Sustainability Futures Field Trip, Amsterdam
Futures Field Trip for group of Lithuanian educators and sustainability professionals together with Agenda50
An immersive learning journey in sustainability, urban transformation, and futures thinking
Challenge
Sustainability is no longer a single discipline. It’s a moving landscape of policy shifts, circular experiments, infrastructure choices, cultural values, and new forms of collaboration. For many professionals, the hard part is not “knowing the agenda”, but seeing how change actually plays out on the ground, and how different actors make trade-offs in real time.
This Futures Field Trip was designed as part of a broader Sustainability Futures learning journey, giving participants a chance to experience Amsterdam as a living laboratory where experimentation and forward-looking policy meet everyday life.
Approach
We curated a three-day, multi-stakeholder program combining site visits, expert conversations, reflection, and futures-driven tools. Participants explored themes spanning urbanism, community, regeneration, mobility, circularity, governance, participation, wellbeing, and resilience, using the city as a lens for understanding systemic change.
A key feature of the trip was the use of Futures Field Notes, handed out at the start to support observation, note-taking, and translation of insights into participants’ own contexts.
Program highlights
Day 1: Agencies, systems work, and speculative practice
Kick-off breakfast and framing of the learning goals, including distribution of signal books.
A Speculative Futures Workshop hosted by Alba Tiley (Sustainable Link & Co) and Monique Mulder (Mattmo Creative).
Lunch dialogue with futurists Karolina Thakker (Happy Futures Lab) and Julieta Matos-Castaño (Futures Compass).
Afternoon visit to Haarlem, with an optional stop at Teyler’s Museum, followed by a session with Luca Gatti (CHORA Foundation).
Day 2: How large organizations work with sustainability, innovation, and circularity
Visit to Heineken with Alexander Cramwinckel (Global Sustainability & Circularity Manager), focused on strategic initiatives and long-term thinking.
Academic and governance perspectives with Philipp Pattberg (Amsterdam Sustainability Institute, Vrije Universiteit).
Innovation and implementation perspectives with Kristina Palovicova (Transavia).
Built-in free time for participants to explore, reflect, and connect dots across visits.
Day 3: Transition management and global foresight
Breakfast session with Daan Sillen (RVO – Netherlands Enterprise Agency) on transition management and sustainability from a government perspective.
An online session with Paul Epping (Xpotential; Millennium Project Netherlands Node) exploring global foresight and long-term thinking.
Wrap-up and departure after lunch.
Throughout the trip, participants were guided by a set of reflection questions, including how they define sustainability in their own context, what they are most curious to learn, and how to translate observations into practice back home.
Outcomes
1) A grounded view of sustainability in practice
Participants experienced how sustainability work differs across agencies, foundations, corporates, academia, and government — and how those differences shape what becomes possible.
2) New signals, new questions, sharper judgement
The signal books and reflection prompts helped participants capture emerging practices, notice tensions, and turn observations into better questions they can bring into strategy, policy, and innovation work.
3) Actionable inspiration, instead of just exposure
The trip was designed to bridge insight and application: to help participants connect what they saw in Amsterdam to their own roles, whether in business, academia, or the public sector.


→ Work required: Each line of the data below goes into the copy exactly; pictures do not.

(Extracted data entries)
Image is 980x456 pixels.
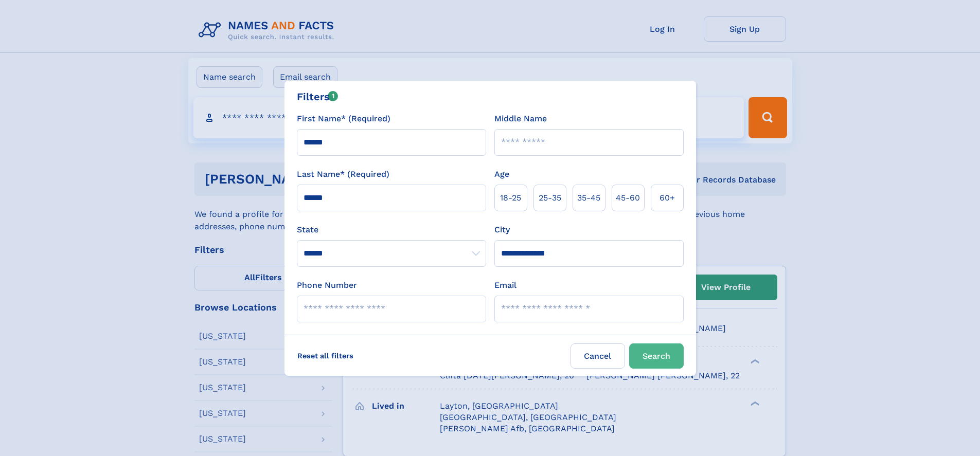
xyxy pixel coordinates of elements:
[297,223,486,236] label: State
[297,168,389,181] label: Last Name* (Required)
[616,192,640,204] span: 45‑60
[659,192,675,204] span: 60+
[494,113,547,125] label: Middle Name
[630,344,684,369] button: Search
[494,168,509,181] label: Age
[578,192,601,204] span: 35‑45
[297,279,357,292] label: Phone Number
[494,223,510,236] label: City
[570,344,625,369] label: Cancel
[539,192,561,204] span: 25‑35
[291,344,360,368] label: Reset all filters
[494,279,516,292] label: Email
[500,192,521,204] span: 18‑25
[297,89,338,105] div: Filters
[297,113,390,125] label: First Name* (Required)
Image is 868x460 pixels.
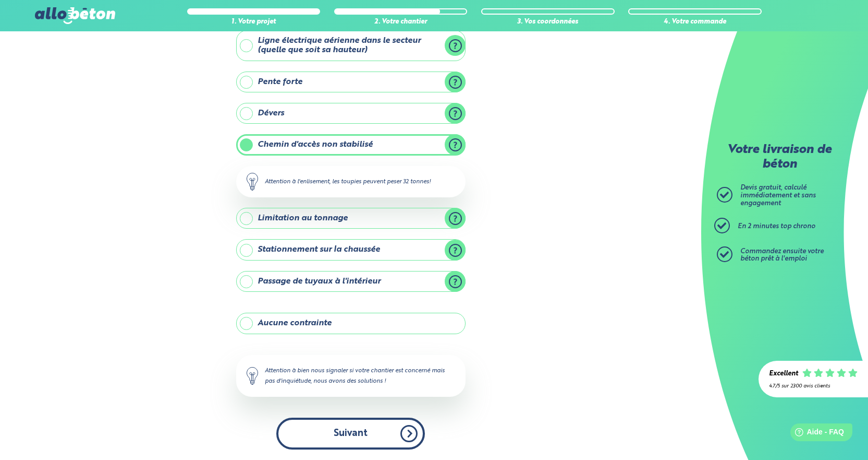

→ Task output:
Image is 980x456 pixels.
xyxy pixel coordinates of elements:
[297,223,486,236] label: State
[297,168,389,181] label: Last Name* (Required)
[616,192,640,204] span: 45‑60
[659,192,675,204] span: 60+
[494,113,547,125] label: Middle Name
[630,344,684,369] button: Search
[494,168,509,181] label: Age
[578,192,601,204] span: 35‑45
[297,279,357,292] label: Phone Number
[494,223,510,236] label: City
[570,344,625,369] label: Cancel
[539,192,561,204] span: 25‑35
[291,344,360,368] label: Reset all filters
[494,279,516,292] label: Email
[500,192,521,204] span: 18‑25
[297,89,338,105] div: Filters
[297,113,390,125] label: First Name* (Required)
Image is 868x460 pixels.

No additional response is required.